We are fed an almost constant diet of advice these days about doing business development across the generations, most of it based on anecdotes and stereotypes.
Generation X, Y, and Millennials, we’re told, live on Twitter and prefer to conduct business via text — preferably while working on a laptop at a coffee shop. Baby Boomers are seen as still working out the intricacies of email and prefer face-to-face interactions. Older attorneys in the Silent Generation are perceived as far from tech-savvy and unable to make heads or tails of social media.
Regardless of whether these generalizations are fact or fiction, attorneys of all years feel the pressure to change their methods and modes of communication to adapt to other generations.
It all sounds rather exhausting, and many lawyers might see this as just too many hoops to jump through, with little promise of any new work.
But what if there were a really easy business development technique that would bridge the generational divide immediately and provide absolute clarity on what the prospect wants? It would probably make the marketer who came up with it millions — if it didn’t already exist.
Quite simply, if you want to know what a prospect from another generation wants, just ask.
Need to find out how a Millenial would like you to contact her? Ask her about her preference. Worried you’re not meeting with a Boomer face-to-face? Ask if he’d like more in-person visits. Fretting because you figured out Twitter just to reach that lucrative millennial market but they never respond? Ask prospects if they consider that creepy and would prefer email or the telephone.
It really is as simple as that. The thing is, it’s so simple, that very few of your competitors will think to do it. They will be tying themselves in knots to figure out how an entire generation of potential clients likes to communicate, without wondering what an actual living, breathing person prefers.
You can differentiate yourself and establish your intergenerational business development rock star credibility by asking a few simple yet powerful questions at the outset:
- Meetings, phone calls, email, or text?
- Weekly, monthly, quarterly, or as necessary?
- LinkedIn, Facebook, Twitter, or none?
By incorporating these inquiries into your relationship-building efforts, you not only avoid stereotypes and dangerous assumptions but also demonstrate your sincere interest in the other person, which helps build rapport and trust – the foundations of business development.
So disregard the marketing pundits who pontificate about the bridging the gap between generations. The attorneys who are winning and keeping business – no matter their ages or the ages of their prospective clients – are those who just ask.
And what client doesn’t value the lawyer who puts them first, front, and center from the very start?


*REQUIREMENT:*
Each line of the listing that contains the word "text" is to be copied.

*LISTED ENTRIES:*
[Start of Attachment]

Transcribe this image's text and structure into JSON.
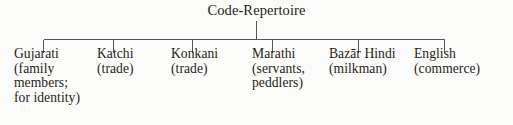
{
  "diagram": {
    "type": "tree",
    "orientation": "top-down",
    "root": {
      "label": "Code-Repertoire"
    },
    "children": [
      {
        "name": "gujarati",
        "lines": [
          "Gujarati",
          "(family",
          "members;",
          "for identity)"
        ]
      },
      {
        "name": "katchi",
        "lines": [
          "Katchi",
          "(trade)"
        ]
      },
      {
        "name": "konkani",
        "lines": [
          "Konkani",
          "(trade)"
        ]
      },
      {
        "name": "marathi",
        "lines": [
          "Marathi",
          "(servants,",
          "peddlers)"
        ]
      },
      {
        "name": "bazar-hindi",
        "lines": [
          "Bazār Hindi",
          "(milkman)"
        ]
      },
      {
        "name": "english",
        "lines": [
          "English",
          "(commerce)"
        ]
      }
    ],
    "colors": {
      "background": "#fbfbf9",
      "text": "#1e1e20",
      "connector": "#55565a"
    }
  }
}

[End of Attachment]
[Start of Attachment]

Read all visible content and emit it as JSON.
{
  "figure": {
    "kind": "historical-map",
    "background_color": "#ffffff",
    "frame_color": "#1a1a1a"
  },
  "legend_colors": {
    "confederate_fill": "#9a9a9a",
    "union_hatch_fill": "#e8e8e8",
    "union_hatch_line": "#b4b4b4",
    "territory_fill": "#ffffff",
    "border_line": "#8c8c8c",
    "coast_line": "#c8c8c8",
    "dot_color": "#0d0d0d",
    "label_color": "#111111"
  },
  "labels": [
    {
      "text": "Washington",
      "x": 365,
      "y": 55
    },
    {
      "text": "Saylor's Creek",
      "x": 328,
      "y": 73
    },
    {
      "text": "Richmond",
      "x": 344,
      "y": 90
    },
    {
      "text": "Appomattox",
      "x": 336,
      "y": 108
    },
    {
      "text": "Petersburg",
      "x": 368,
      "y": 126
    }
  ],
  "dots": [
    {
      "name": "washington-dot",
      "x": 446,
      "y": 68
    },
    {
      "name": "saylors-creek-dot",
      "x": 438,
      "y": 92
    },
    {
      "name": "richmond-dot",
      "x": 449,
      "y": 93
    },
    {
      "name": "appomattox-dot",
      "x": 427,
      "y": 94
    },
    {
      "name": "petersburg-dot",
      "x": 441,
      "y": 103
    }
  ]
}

[End of Attachment]

*ANSWER AREA:*
Transcribe this image's text and structure into JSON.
      "text": "#1e1e20",
      "text": "Washington",
      "text": "Saylor's Creek",
      "text": "Richmond",
      "text": "Appomattox",
      "text": "Petersburg",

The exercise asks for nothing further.